Calgary Herald

CLIMATE CHANGE

Trump softens his stance

- MICHAEL BIESECKER

• U.S. president-elect Donald Trump appears to be softening his tone on whether climate change is real and on his stated plans to scrap the recent multinatio­nal agreement to limit carbon emissions.

In a wide-ranging interview on Tuesday with editors and reporters at The New York Times, Trump said he would “keep an open mind” about the Paris accord, which he has repeatedly said he planned to either renegotiat­e or cancel if elected.

Trump was also reported to have affirmed in the interview held two weeks after the election that human activity and global warming may be linked.

“I think there is some connectivi­ty,” he said. “Some, something. It depends on how much.”

That’s a significan­t shift from Trump’s past statements that climate change is a “hoax” perpetrate­d by the Chinese to make U.S. manufactur­ing less competitiv­e. Trump has also cited winter cold snaps as evidence that climate change is a “con job” and a “myth.”

If he doesn’ t change course, Trump would become the only head of state on the planet to deny the reams of scientific evidence that the Earth is warming, according to a Sierra Club compilatio­n of public statements by the leaders of the 195 nations recognized by the State Department.

While Trump’s climatecha­nge denial has become orthodoxy within the Republican Party, it is at odds with the overwhelmi­ng consensus of the world’s scientists. According to NASA, 97 per cent of climate scientists agree that the world is getting hotter and that man-made carbon emissions are to blame.

Ten of the warmest years in history have occurred in the past 12, with 2016 on pace to be the hottest ever recorded. Studies show the Greenland and Antarctic ice sheets have decreased in mass, while the world’s oceans have risen on average nearly seven inches in the last century.

Earlier this year, the Trump Internatio­nal Golf Links and Hotel in Ireland cited the threat of sea-level rise in a permit applicatio­n to build a three-kilometrel­ong stone wall between it and the Atlantic Ocean.

Also Tuesday, the president-elect declared that “I don’t want to hurt the Clintons; I really don’t,” and a top adviser said he had no interest in pursuing further investigat­ions against Hillary Clinton regarding her email practices as Secretary of State.

Earlier, adviser Kellyanne Conway strongly signalled to congressio­nal Republican­s that they should abandon their years of vigorous probes of Clinton’s email practices and actions at the time of the terror attacks in Benghazi, Libya.

“If Donald Trump can help her heal, then perhaps that’s a good thing,” she told reporters.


WHAT THE TASK REQUIRES: Please copy every line with the string "Vendors" from the entries below.

(Stored items)
%%
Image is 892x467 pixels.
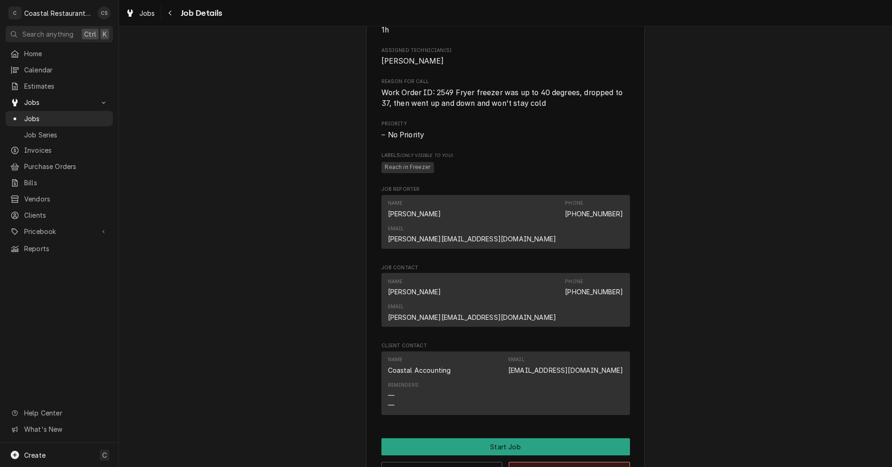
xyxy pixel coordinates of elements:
[6,127,113,143] a: Job Series
[6,224,113,239] a: Go to Pricebook
[24,98,94,107] span: Jobs
[388,314,557,322] a: [PERSON_NAME][EMAIL_ADDRESS][DOMAIN_NAME]
[381,161,630,175] span: [object Object]
[122,6,159,21] a: Jobs
[24,210,108,220] span: Clients
[508,356,623,375] div: Email
[381,88,625,108] span: Work Order ID: 2549 Fryer freezer was up to 40 degrees, dropped to 37, then went up and down and ...
[381,130,630,141] span: Priority
[6,111,113,126] a: Jobs
[98,7,111,20] div: Chris Sockriter's Avatar
[381,342,630,350] span: Client Contact
[381,57,444,66] span: [PERSON_NAME]
[381,25,630,36] span: Estimated Job Duration
[6,191,113,207] a: Vendors
[6,62,113,78] a: Calendar
[381,186,630,253] div: Job Reporter
[24,65,108,75] span: Calendar
[381,152,630,175] div: [object Object]
[388,225,404,233] div: Email
[381,186,630,193] span: Job Reporter
[22,29,73,39] span: Search anything
[388,382,419,389] div: Reminders
[388,235,557,243] a: [PERSON_NAME][EMAIL_ADDRESS][DOMAIN_NAME]
[381,120,630,140] div: Priority
[388,400,394,410] div: —
[24,244,108,254] span: Reports
[400,153,453,158] span: (Only Visible to You)
[24,145,108,155] span: Invoices
[6,143,113,158] a: Invoices
[381,56,630,67] span: Assigned Technician(s)
[102,451,107,460] span: C
[24,194,108,204] span: Vendors
[381,342,630,419] div: Client Contact
[388,209,441,219] div: [PERSON_NAME]
[381,78,630,109] div: Reason For Call
[381,120,630,128] span: Priority
[381,87,630,109] span: Reason For Call
[381,264,630,331] div: Job Contact
[24,162,108,171] span: Purchase Orders
[178,7,223,20] span: Job Details
[24,452,46,460] span: Create
[388,303,404,311] div: Email
[388,356,403,364] div: Name
[388,287,441,297] div: [PERSON_NAME]
[388,303,557,322] div: Email
[6,79,113,94] a: Estimates
[24,227,94,236] span: Pricebook
[381,273,630,331] div: Job Contact List
[24,8,92,18] div: Coastal Restaurant Repair
[388,225,557,244] div: Email
[8,7,21,20] div: C
[388,200,403,207] div: Name
[24,425,107,434] span: What's New
[6,406,113,421] a: Go to Help Center
[508,356,525,364] div: Email
[381,47,630,67] div: Assigned Technician(s)
[24,178,108,188] span: Bills
[6,422,113,437] a: Go to What's New
[381,264,630,272] span: Job Contact
[24,81,108,91] span: Estimates
[381,439,630,456] div: Button Group Row
[163,6,178,20] button: Navigate back
[381,195,630,253] div: Job Reporter List
[24,408,107,418] span: Help Center
[388,278,403,286] div: Name
[388,382,419,410] div: Reminders
[388,391,394,400] div: —
[6,208,113,223] a: Clients
[139,8,155,18] span: Jobs
[6,26,113,42] button: Search anythingCtrlK
[24,130,108,140] span: Job Series
[381,47,630,54] span: Assigned Technician(s)
[381,162,434,173] span: Reach in Freezer
[381,26,389,34] span: 1h
[388,278,441,297] div: Name
[84,29,96,39] span: Ctrl
[381,439,630,456] button: Start Job
[388,200,441,218] div: Name
[565,278,583,286] div: Phone
[381,273,630,327] div: Contact
[381,352,630,420] div: Client Contact List
[565,278,623,297] div: Phone
[508,367,623,374] a: [EMAIL_ADDRESS][DOMAIN_NAME]
[381,78,630,85] span: Reason For Call
[6,175,113,190] a: Bills
[6,159,113,174] a: Purchase Orders
[24,49,108,59] span: Home
[6,241,113,256] a: Reports
[388,366,451,375] div: Coastal Accounting
[565,288,623,296] a: [PHONE_NUMBER]
[381,352,630,415] div: Contact
[6,46,113,61] a: Home
[381,152,630,159] span: Labels
[103,29,107,39] span: K
[565,200,623,218] div: Phone
[388,356,451,375] div: Name
[98,7,111,20] div: CS
[381,195,630,249] div: Contact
%%
RESPONSE TO THIS TASK:
[6,191,113,207] a: Vendors
[24,194,108,204] span: Vendors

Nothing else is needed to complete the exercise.